Dogs that hunt or scavenge are at risk for the Taenia type. Rural dogs, farm dogs, and dogs with a high prey drive who catch mice, rats, or rabbits can pick up tapeworms this way regardless of their flea status.
Signs Your Dog Has a Tapeworm
Most dogs with tapeworms show no obvious signs of illness. The infection is often discovered only when an owner notices the telltale segments in their dog’s stool or stuck to the fur around the dog’s rear end. Fresh segments are flat, white, and may wiggle. Dried segments look like small grains of rice, about 2 mm long, hard, and yellowish.
Some dogs scoot their rear along the ground due to irritation from the segments passing out. In heavy infections, you might notice mild weight loss or a dull coat, but this is uncommon with the flea-transmitted type. The segments themselves are usually the only clue.
Why Fecal Tests Often Miss Tapeworms
Here’s something many dog owners don’t realize: standard fecal tests at the vet are not reliable for detecting tapeworms. The routine fecal flotation test works well for roundworms and hookworms but has extremely low sensitivity for tapeworms. Tapeworm eggs are heavy, with a specific gravity that makes them difficult to recover in flotation solutions. The eggs also aren’t shed freely; they’re bundled inside proglottid segments that need to physically break apart before eggs become detectable.
This means your vet may run a fecal test that comes back clean while your dog still has tapeworms. Visual identification of the rice-like segments remains the most reliable way to confirm infection. If you see segments, take a photo or bring a sample to your vet rather than waiting for a fecal test to catch it.
Treatment and the Reinfection Problem
Tapeworm treatment is straightforward and highly effective. A single dose of the deworming medication praziquantel eliminates both common types of canine tapeworms. The worm dissolves inside the intestine, so you typically won’t see it pass in the stool afterward.
The real challenge is reinfection. If the source of the tapeworm, the fleas, isn’t eliminated, your dog will almost certainly get tapeworms again. The medication label itself states that reinfection is “almost certain to occur if fleas are not removed from the animal and its environment.” Recent reports have also identified some praziquantel resistance in the flea-transmitted tapeworm, making flea control even more critical as a first line of defense.
For the Taenia type, preventing your dog from eating rodents or rabbits is the equivalent step, though obviously harder to enforce.
Can Humans Catch Tapeworms From Dogs?
Humans can technically get Dipylidium tapeworm, but only through the same route as dogs: swallowing an infected flea. This happens most often in young children who play on the floor or with pets and accidentally ingest a flea. It does not spread through petting your dog, being licked, or handling their stool. The risk is low for adults and manageable with basic flea control in the home.

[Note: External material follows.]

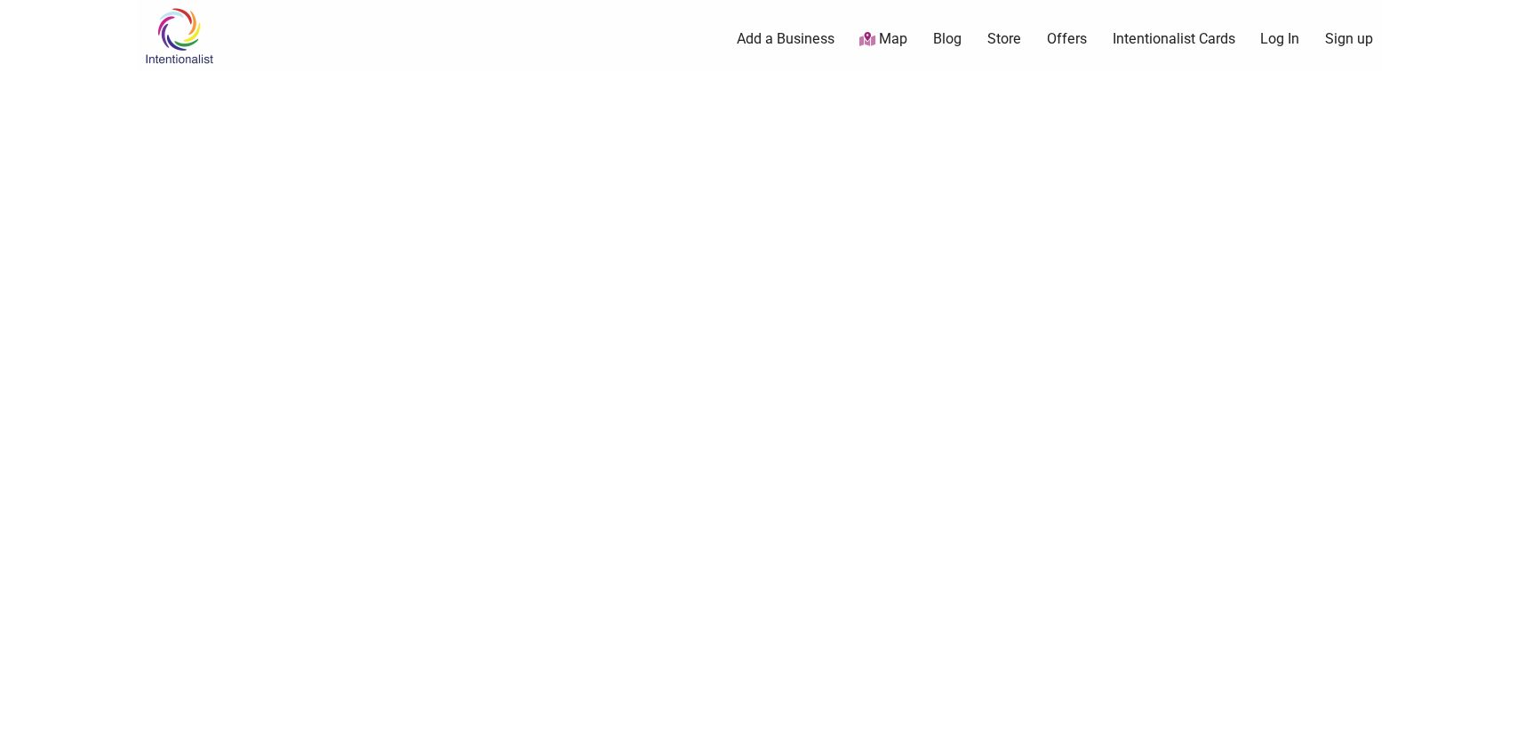 Image resolution: width=1517 pixels, height=749 pixels. I want to click on a: Blog, so click(947, 39).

Flea Control Is Tapeworm Prevention
Because the flea is the required link in the chain, consistent flea prevention is the single most effective way to prevent tapeworms. Dogs on effective flea control products that kill fleas within 24 hours of contact are protected from infection, since the parasite inside the flea needs at least that long to become infectious. Year-round flea prevention, not just seasonal treatment, eliminates the window of opportunity. Tapeworm eggs shed into the environment can survive for days to months, so even a brief lapse in flea control during cooler months can lead to infection if flea populations rebound.
If your dog has been treated for tapeworms more than once, the issue is almost certainly ongoing flea exposure rather than contact with other dogs. Treating the environment (bedding, carpets, yard) alongside the dog is essential to breaking the cycle for good.